Ive been fiddling and also reading The Dummies Guide To Joomla, but i now think that I almost certainly need to sit down with a person thats very conversant with Joomla and have him, or her, spend an hour or so just showing me things, showing me exactly what to do. That way I may be able to comprehend it better because at the moment I seem to be going in circles and achieving nothing.

So I am looking for a person in Sydney, preferabbly towards Western Sydney that can provide me an hour of their time. Weekends certainly suit me the best and I can fit in with whatever time frame you have in mind.

Anyone that has an interest in assisting me is requested to contact via pm so we can discuss costs, times and relevent details.

Thank you :)
 

zhenjie

Top Contributor
Be sure to state what they get in 'return' for their valuable time though.

Joomla is a great system and since v1.6 its quite easy to learn and get your head around in. Some great video tutorials but yeah, 1 hour sit down with someone knowledgeable with it is quite good. Its best to do a 'hands on', actually know what type of site you want to develop and get a tutorial that way.
 

Snooks

Top Contributor
Be sure to state what they get in 'return' for their valuable time though.

Thats why i closed with

so we can discuss costs, times and relevent details.

I wouldnt expect them to do this for nothing, time is money and we all have bills to pay:)
 

nina

Top Contributor
I work with DotNetNuke - it's sort of like a .net version of the php cms Joomla. I found that Joomla was incredibly confusing with it's interface and how you do things, although WP did take the cake for making something square to be round.

We do alot of php work but for more complex projects, and my son who has worked with PHP, Perl, CGI, you name it, still uses DotNetNuke over Joomla for the 'end user' experience as well as not feeling confident about finding solid support for it in the long term.

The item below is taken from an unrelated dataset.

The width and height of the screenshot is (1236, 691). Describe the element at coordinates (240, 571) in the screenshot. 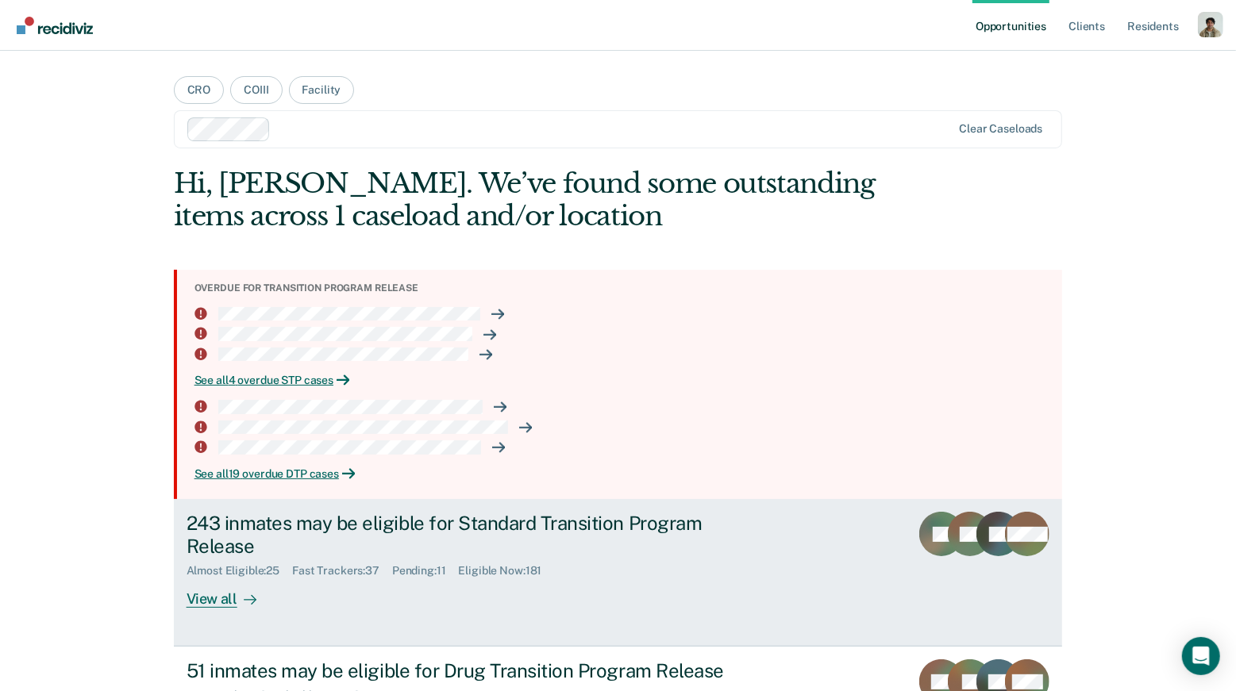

There are some other very nice small cms products around - http://www.silverstripe.com/ it might work for you in reference to simplicity.

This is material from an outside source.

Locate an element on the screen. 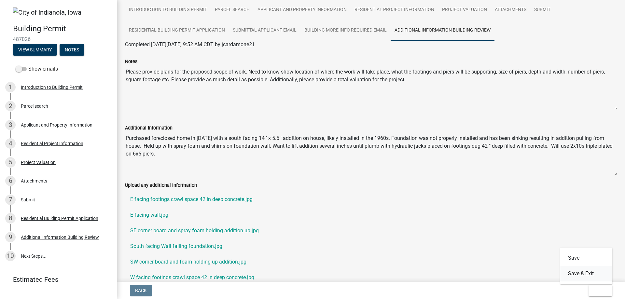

It depends what you want to do - do you want to just add content, change the designs, add on a module or third party extensions?

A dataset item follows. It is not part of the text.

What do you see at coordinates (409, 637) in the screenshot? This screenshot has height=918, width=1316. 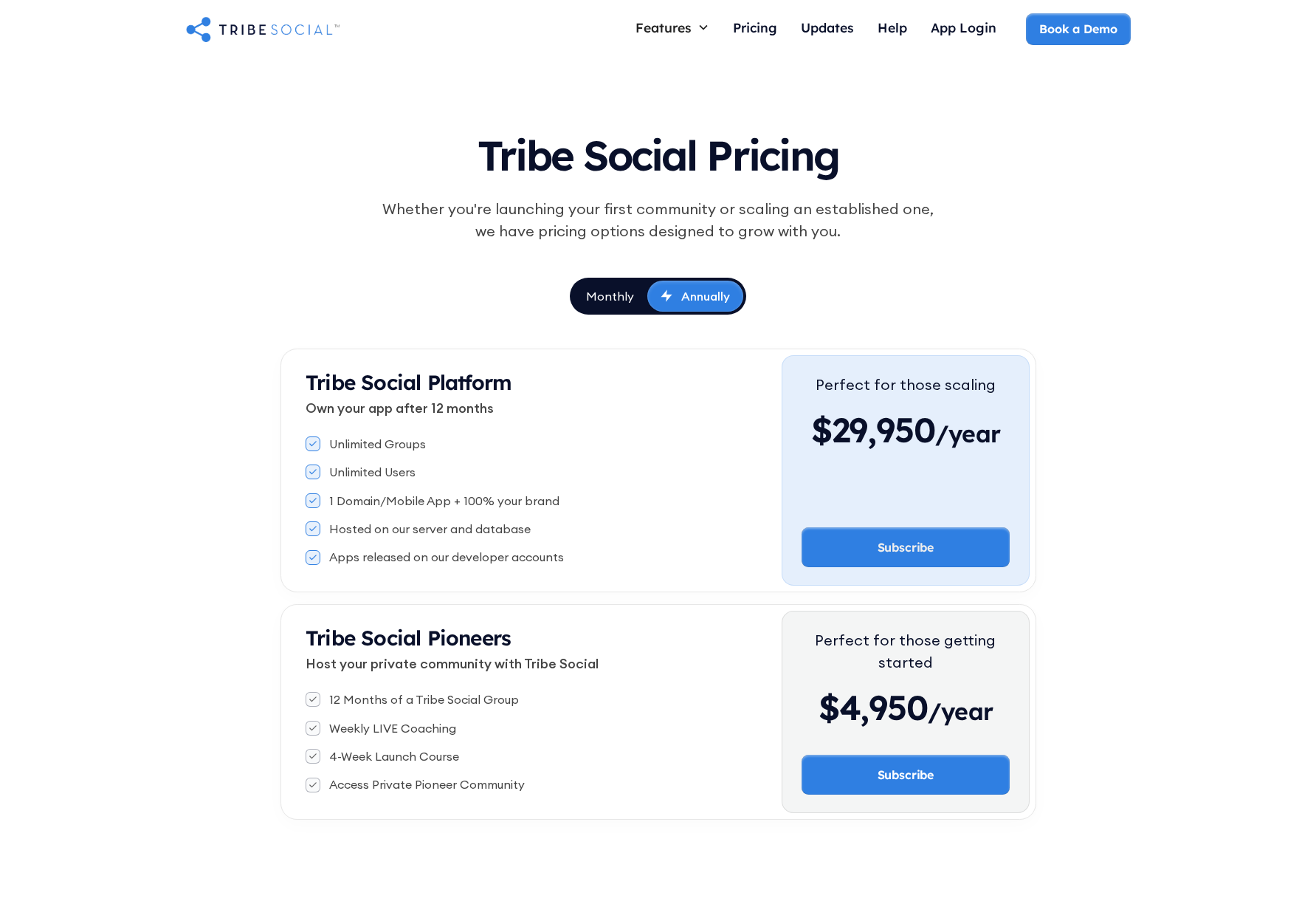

One hour would be tight - do you have it installed? do you need a local installer so you can work on it remotely?

http://www.peterbui.net/ this guy does Joomla Training and he's in Sydney - and he has a blog too - http://www.pbwebdev.com.au/blog/ which has many elements of Joomla supported. He might be a start. And there are some very specific courses here - http://www.joomtraining.com.au/ - I think if it were me I'd be booking into a class with some structured training which usually gives you materials that are relevant to you to take home.

I guess what you need to do is start with pen and paper and be very specific in what you want to learn about because one > two hours is not much time to pick something up.

Hope this points you into the right direction if there are no Joomla gurus on this forum to help you.

Nina
 

nina

Top Contributor
ewww... if there's one cms I dislike more than Joomla it's dotnetnuke.

You should check out Umbraco for .net, quite nice.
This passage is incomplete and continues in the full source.